Speculation in cryptocurrencies has turned many into both paupers and millionaires. But when phenomena like NFTs begin to mature, they can form the basis of something entirely new – a different type of internet than the one we know today.
A shiba inu dog that looks a little lost. The image is at the center of a series of seemingly strange events that make derivatives trading feel uncomplicated and risk-free by comparison. Come along for the latest adventures in the crypto world – and which, according to some, point out the direction of a future internet:
First there was a meme, a funny photo montage, called “doge”. The picture depicted the aforementioned dog.
Subsequently, the cryptocurrency dogecoin was created as a joke, with the dog as its symbol.
After this, the image was sold as an NFT – that is, the digital right to the original image to a group of investors. Price? Around 4 million dollars. At this point, many people probably start to think that it sounds strange because anyone can download a JPG image for free on the internet.
Then these investors took the NFT image, and split it into 17 billion small parts instead – so-called “fractionalization”. Now anyone could buy a share of the image. This in turn created another cryptocurrency called dogcoin (without the “e” at the end). After an auction of 24 hours, this new cryptocurrency – and the image of the dog – was worth 225 million dollars.
Now, just over a month later, the value has plummeted to just over 27 million dollars. Still a considerable amount of money.

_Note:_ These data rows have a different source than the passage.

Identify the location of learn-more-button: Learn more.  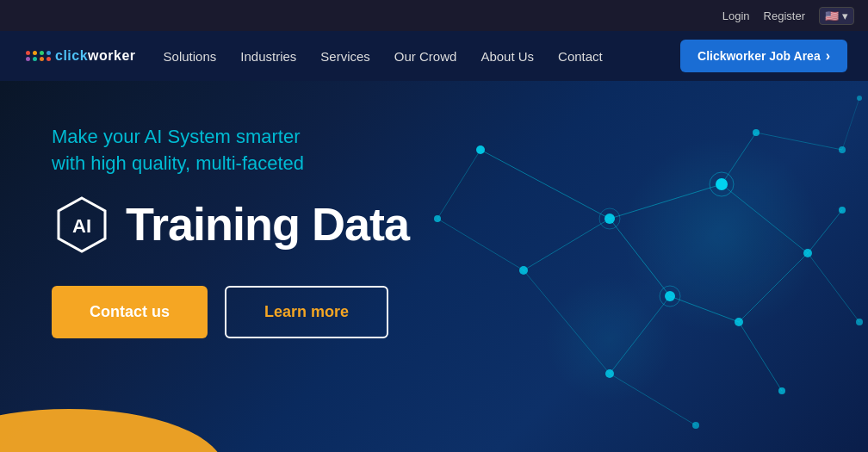
(307, 312).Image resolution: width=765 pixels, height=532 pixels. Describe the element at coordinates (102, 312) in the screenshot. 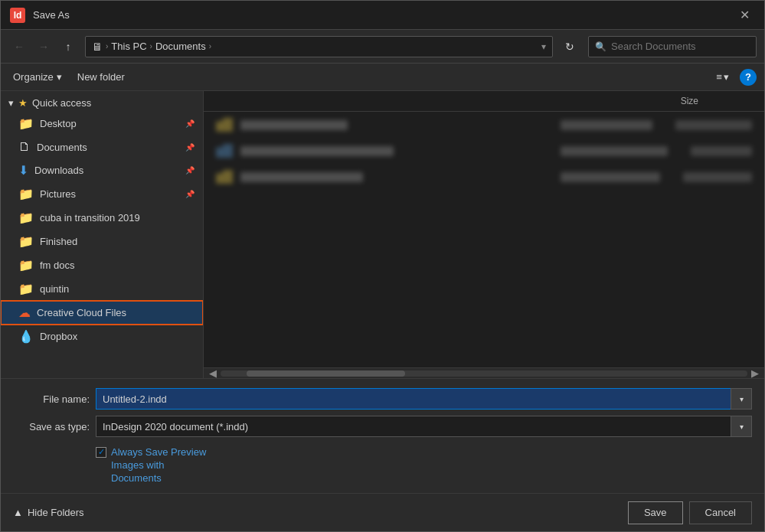

I see `sidebar-item-creative-cloud: ☁ Creative Cloud Files` at that location.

This of course sounds absurd. How can a photo of a dog that everyone can Google become worth 225 million dollars overnight?
The first factor is the huge speculation that has taken place in cryptocurrencies in recent years. Although there are many legitimate uses, the great interest in crypto has not been driven by average joes who have a philosophical interest in a decentralized social economy. They have mostly wanted to make quick money. And many of them have succeeded. Huge runs (and crashes) over the course of a single a day are hard to find in the regular stock market, but they do occur here.
The great interest has also created a number of new millionaires. People who bet a couple of thousand at the right time are now sitting on huge crypto resources. However, the use for cryptocurrencies is still very limited. There are simply very few things you can buy with the currency, unless you decide to exchange it back to regular dollars. But if you do that – then you are once again outside the market.
NFT solves this – admittedly self-created – problem. It is a digital asset that may increase in value, and which preferably must be purchased with cryptocurrency. It allows speculators to use their newfound profits and still remain in the market. And the interest is great. The art series “Cryptopunks” had over a billion dollars in total sales by the end of August this year, and is now traded for around 20 million dollars every day. Speculation is rampant, in other words. There are similar art projects around digital apes, or almost what you can imagine, where transactions for millions are made repeatedly.
The other influencing factor is the huge amount of venture capital invested in the sector. This past summer, over 17 billion dollars worth of investments had been made in crypto companies – in the first half of the year alone. That’s almost as much as the total amount invested in crypto in all other years combined.
Venture capital, by its very nature, is looking for the next big thing. The amount of capital invested in crypto suggests that the industry believes it may be just that. Or that it can serve as the starting point for something new, something bigger.
The last 20 years on the internet have been characterized by an enormous centralization around the very largest companies: Apple, Google, Facebook and Amazon in the USA. Alibaba, Tencent, Baidu in China. The crypto trend can be seen as a backlash to just this – a decentralization of the internet. This is what has started to be called “Web 3”.
A new kind of Internet, as “Web 3” might be, would also mean new category winners, and that is where venture capital’s interests lie. Who creates Facebook for “Web 3”? That’s the question investors all over the world are pondering.
But while the venture capitalists are guessing with their money, a new generation of entrepreneurs is sitting with well-filled coffers and experimenting. Sometimes the result is an overpriced image of a dog that no one will want in six months. Sometimes it becomes a building block for a completely new kind of internet.